RECORD EXCERPTS:
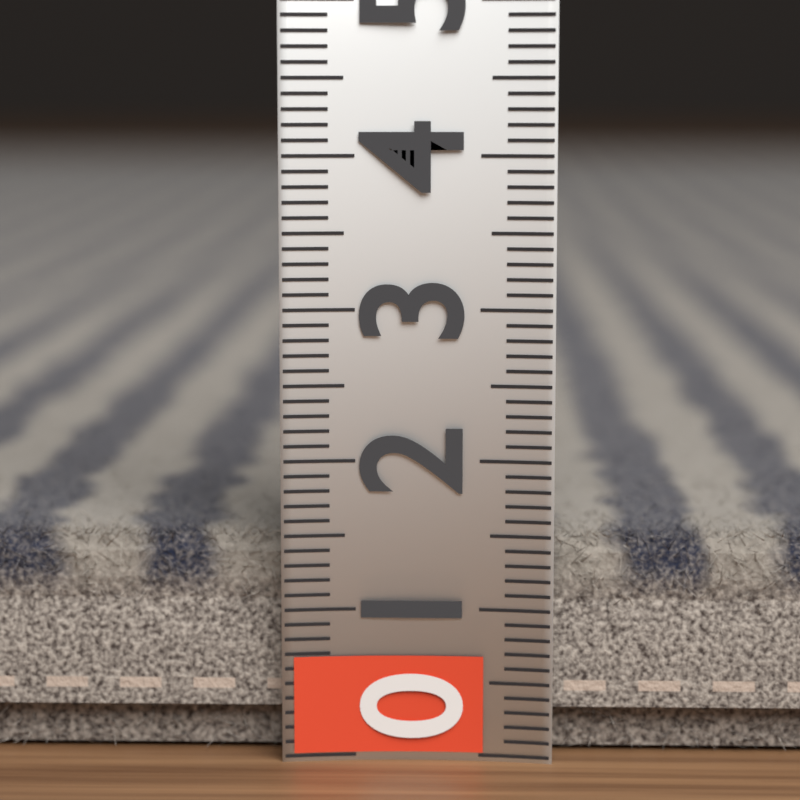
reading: 1.5 (no unit)
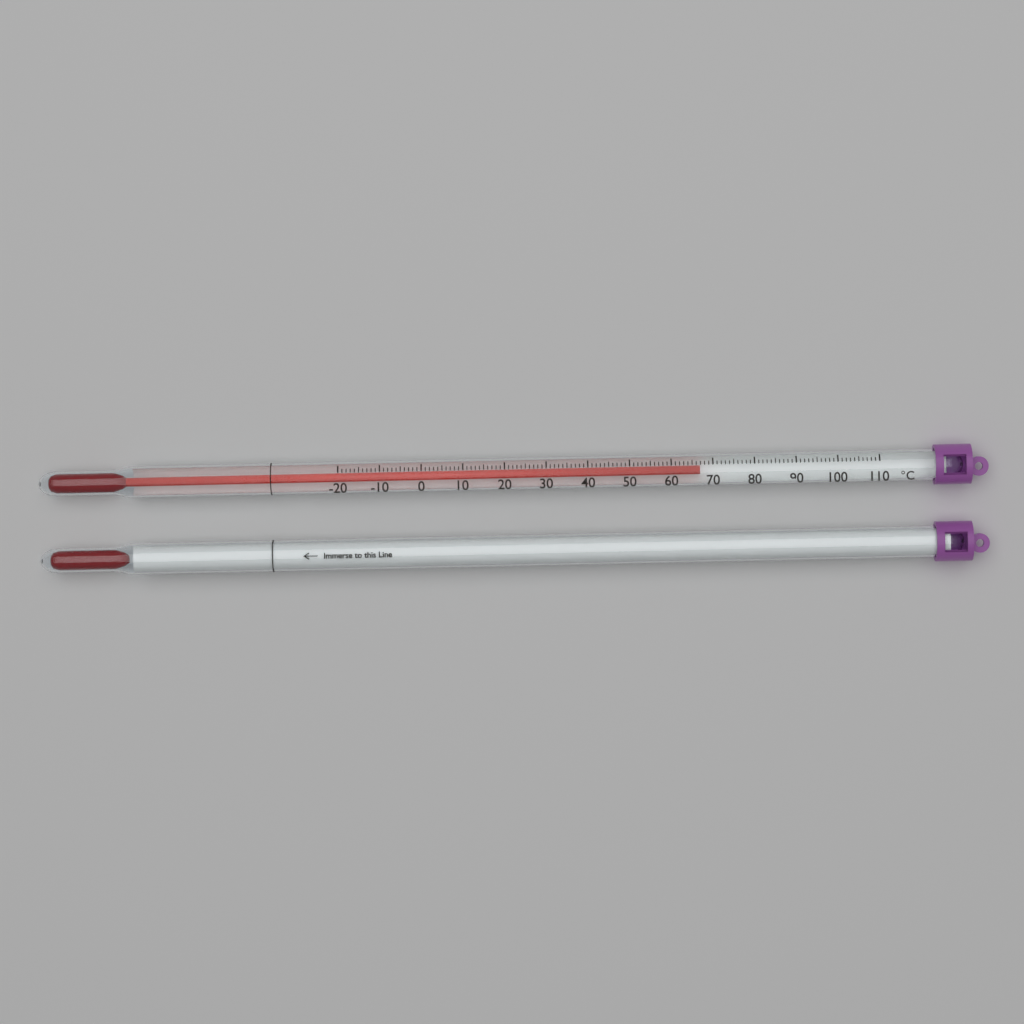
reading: 67 °C
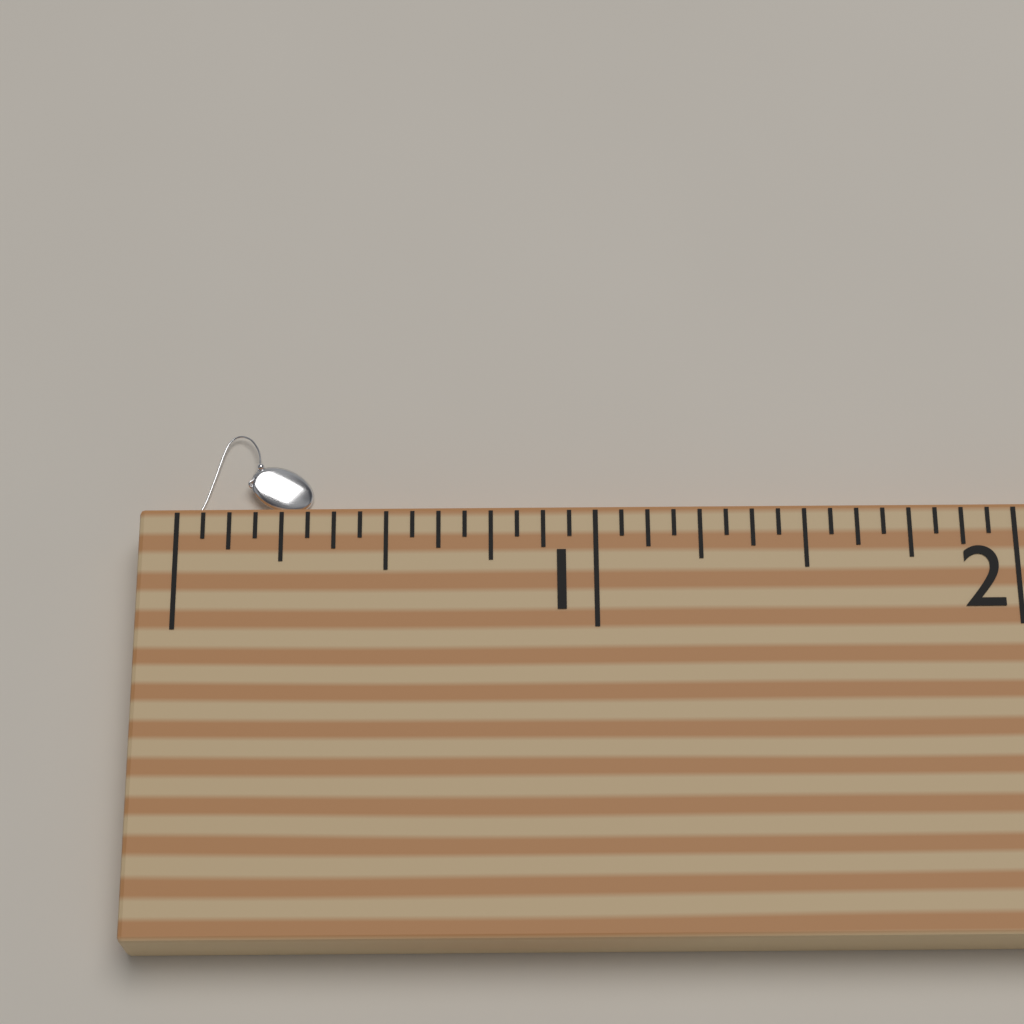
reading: 0.3125 (no unit)
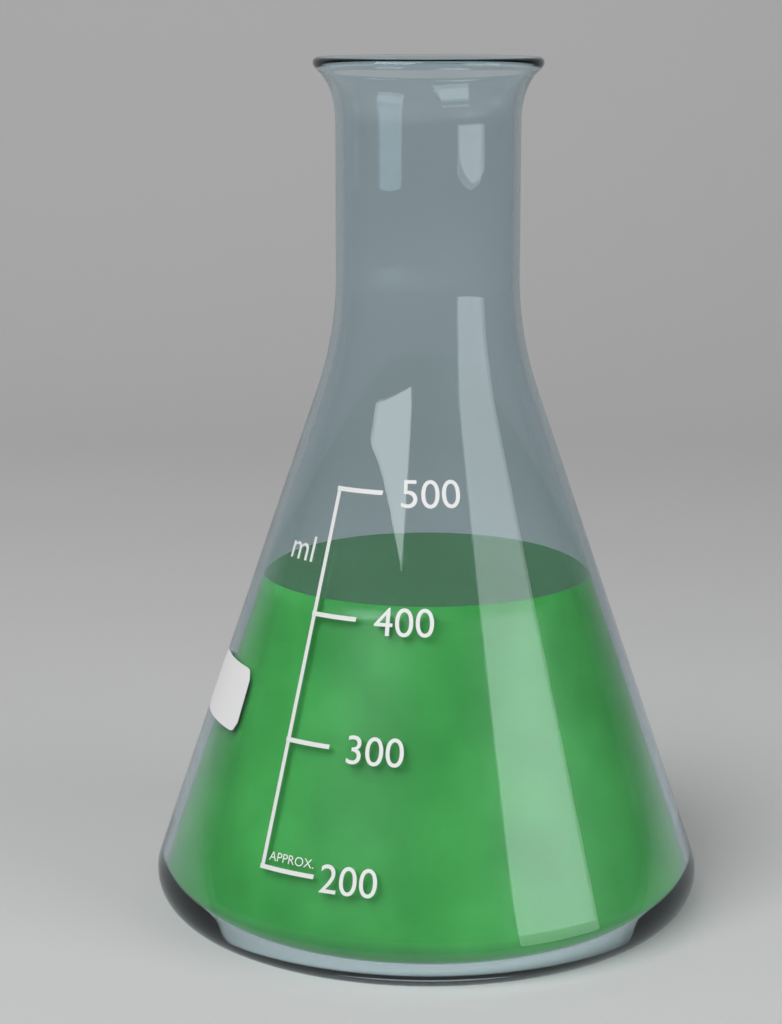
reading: 410 ml
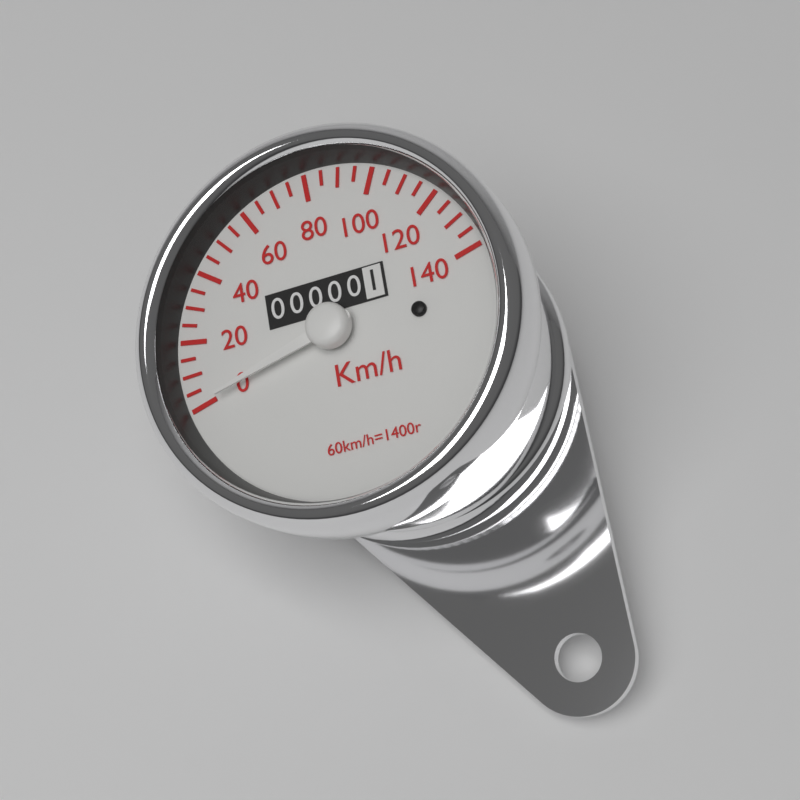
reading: 0 km/h
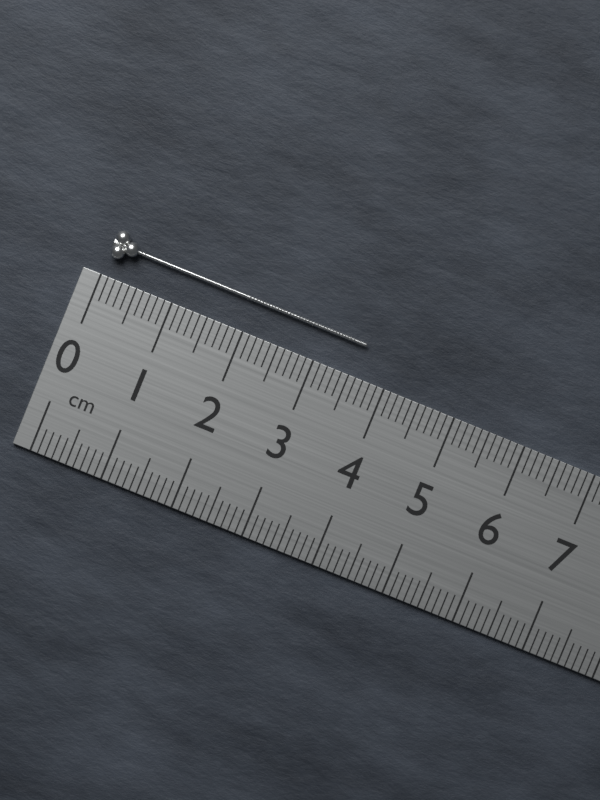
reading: 3.6 cm
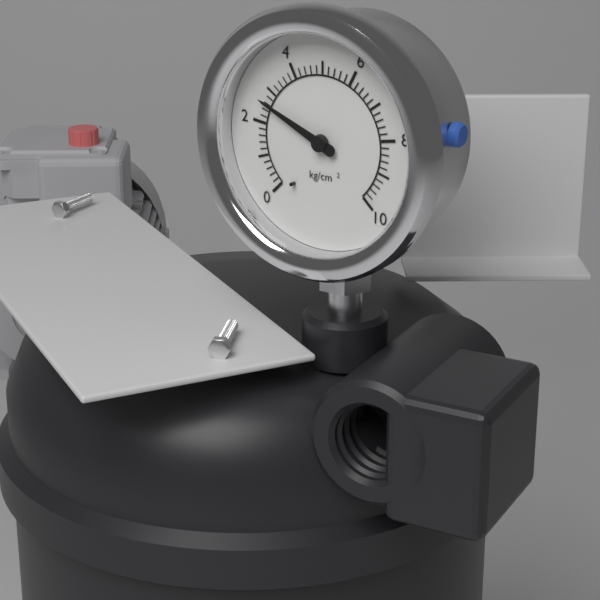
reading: 2.6 kg/cm²
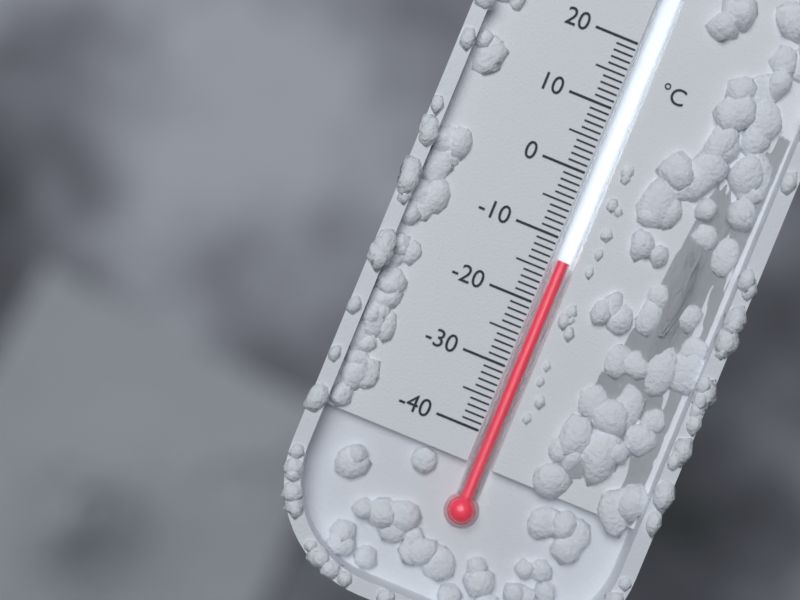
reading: -13 °C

ABOUT THIS TASK:
Please write out every record above exactly, but leave the pictures out.

ANSWER FOR THE TASK:
reading: 1.5 (no unit)
reading: 67 °C
reading: 0.3125 (no unit)
reading: 410 ml
reading: 0 km/h
reading: 3.6 cm
reading: 2.6 kg/cm²
reading: -13 °C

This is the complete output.